About this Research Topic
We encourage submissions from investigators using different species, populations (normative adult, developmental, neurological, psychiatric), and tools (imaging, electrophysiology, psychophysiology, genetics, computational/behavioral economic modeling, lesions, pharmacology, TMS, epidemiology, behavior) to understand the neurobiology of cognition-emotion interactions.
The aim of the Topic is to begin to address several key questions about the interplay of cognitive and emotional processes in the brain, including:
• IMPACT OF EMOTIONAL STATES ON COGNITION: How do stress and emotional states alter cognition? Which neural circuits mediate these effects? How are they related to changes in the amount or pattern of neural activity and to alterations in connectivity (cellular or systems level)? What are the key molecular and genetic pathways underlying the influence of emotion on cognition?
• INTEGRATION OF EMOTION AND COGNITION: Can activity in ‘affective’ brain regions contribute to adaptive, normative cognition? For instance, there is evidence that negative affect can influence attention and top-down control systems. How might the brain use errors, reinforcers, and other emotionally-salient feedback, including social cues, to sculpt complex cognition and behavior? How is emotion integrated with cognition (computationally, neurally)? Are there ‘domain-general’ mechanisms (e.g., ‘salience’ networks) that play a key role in both cognitive and emotional processes?
• TRAIT-LIKE INDIVIDUAL DIFFERENCES: Do individual differences in affective dimensions of temperament and personality involve systematic changes in cognition? Do they alter risk for the development or maintenance of clinical disorders? How is this realized in the brain?
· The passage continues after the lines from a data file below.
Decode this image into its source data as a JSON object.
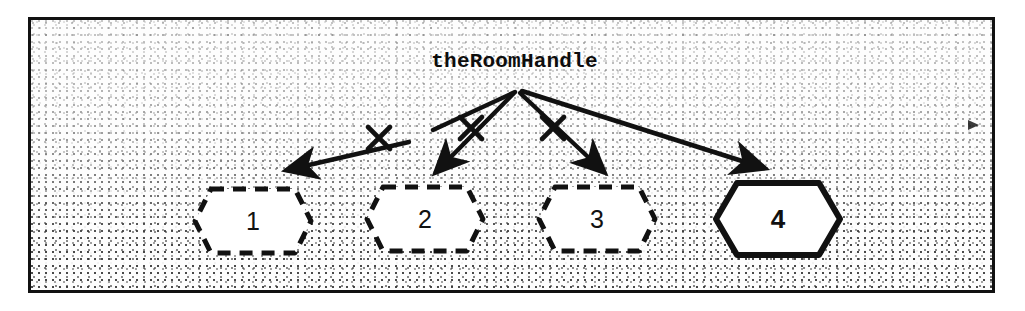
{
  "figure": {
    "title": "theRoomHandle",
    "frame": {
      "border_color": "#111111",
      "background_color": "#fdfdfd"
    }
  },
  "nodes": [
    {
      "id": "node-1",
      "label": "1",
      "state": "invalidated",
      "border_style": "dashed"
    },
    {
      "id": "node-2",
      "label": "2",
      "state": "invalidated",
      "border_style": "dashed"
    },
    {
      "id": "node-3",
      "label": "3",
      "state": "invalidated",
      "border_style": "dashed"
    },
    {
      "id": "node-4",
      "label": "4",
      "state": "current",
      "border_style": "solid"
    }
  ],
  "edges": [
    {
      "id": "edge-1",
      "target": "1",
      "line_style": "broken",
      "crossed_out": true,
      "mark": "x"
    },
    {
      "id": "edge-2",
      "target": "2",
      "line_style": "solid",
      "crossed_out": true,
      "mark": "x"
    },
    {
      "id": "edge-3",
      "target": "3",
      "line_style": "solid",
      "crossed_out": true,
      "mark": "x"
    },
    {
      "id": "edge-4",
      "target": "4",
      "line_style": "solid",
      "crossed_out": false,
      "mark": ""
    }
  ],
  "colors": {
    "ink": "#111111",
    "paper": "#ffffff",
    "node_fill": "#ffffff"
  }
}
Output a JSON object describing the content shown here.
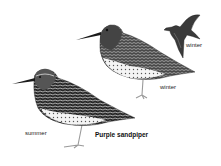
{
  "species": "Purple sandpiper",
  "labels": {
    "summer": "summer",
    "winter_standing": "winter",
    "winter_flying": "winter",
    "caption": "Purple sandpiper"
  },
  "colors": {
    "ink": "#1a1a1a",
    "dark_plumage": "#3a3a3a",
    "mid_plumage": "#6a6a6a",
    "light_plumage": "#d8d8d8",
    "leg": "#9a9a9a",
    "background": "#ffffff"
  }
}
• TRANSLATIONAL: Are there individual differences that increase vulnerability to the impact of affect on cognition—who is vulnerable, and who resilient? What are the implications of the neural interplay between cognition and emotion for occupational and academic performance (e.g., choking under pressure), for interpersonal relationships (e.g., ‘stonewalling’ during conflict), for economic and health decision-making (e.g., abstinence, relapse, therapy compliance), and for psychopathogy? Are these effects stable across development?
• PLASTICITY AND INTERVENTION: How plastic is the interplay of cognition and emotion? Can these processes be trained or cultivated? What are the prospects for developing neuroscientifically-informed interventions for therapeutic purposes or enhancement? Are there promising interventions that warrant additional scrutiny?
• METHODOLOGICAL CONSIDERATIONS: Are there key methodological issues that preclude strong inferences in this domain? How can we leverage recent methodological advances to enhance our understanding of cognition-emotion interactions? Are different emotion elicitation techniques (e.g., pain, mental arithmetic, anxiogenic drugs) created equal or are they different in kind?
• STATE OF THE FIELD AND FUTURE CHALLENGES: Are there key points of consensus? What are the most fruitful avenues for future research? Are there key points of disagreement that have impeded progress?
Important Note: All contributions to this Research Topic must be within the scope of the section and journal to which they are submitted, as defined in their mission statements. Frontiers reserves the right to guide an out-of-scope manuscript to a more suitable section or journal at any stage of peer review.